Even before the Saltwater Band recorded its first album, Dr Yunupiŋu’s songs were wildly popular among Indigenous communities with thousands of copied and re-copied tapes of the band’s demos and live performances circulating throughout the Top End and Central Australia. Everywhere he went to perform on the regional circuit of Aboriginal festivals in Arnhem Land and beyond in the late 1990s, audiences would expectantly wait for him to appear on stage.

I can vividly recall the closing night of the Miliŋinbi Festival in November 1997, when the Saltwater Band was the final act to take the stage. Bands from Miliŋinbi and neighbouring towns played into the early hours of the morning and there had been whispers throughout the evening that Dr Yunupiŋu would indeed perform.

Entire families stayed outdoors in the cool post-midnight air to experience the catharsis of hearing him sing live and, when his performance finally brought the festival to close around 3am, the audience was utterly transfixed. His generous spirit shone through and his voice was nothing less than transcendent.

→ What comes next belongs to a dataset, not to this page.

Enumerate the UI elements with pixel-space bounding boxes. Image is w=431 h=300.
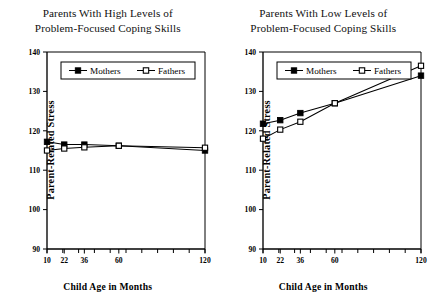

It was not until Dr Yunupiŋu’s passing that I realised he and I were the same age, and now I wonder why it is that his life expectancy was cut so short. What systemic disadvantages could have been addressed to prevent him and so many others living in remote Indigenous communities from dying so young. And what, amid so many failed efforts past and present to improve health outcomes for Indigenous Australians, can yet be done to prevent others from unnecessarily dying so prematurely?

In remembering Dr Yunupiŋu, Australia celebrates the life of a man who overcame immense personal and social disadvantages to make the world a better place though his love of music. Yet it is also confronted by a clear and present need to do better in supporting the health and wellbeing of Indigenous people living in remote communities.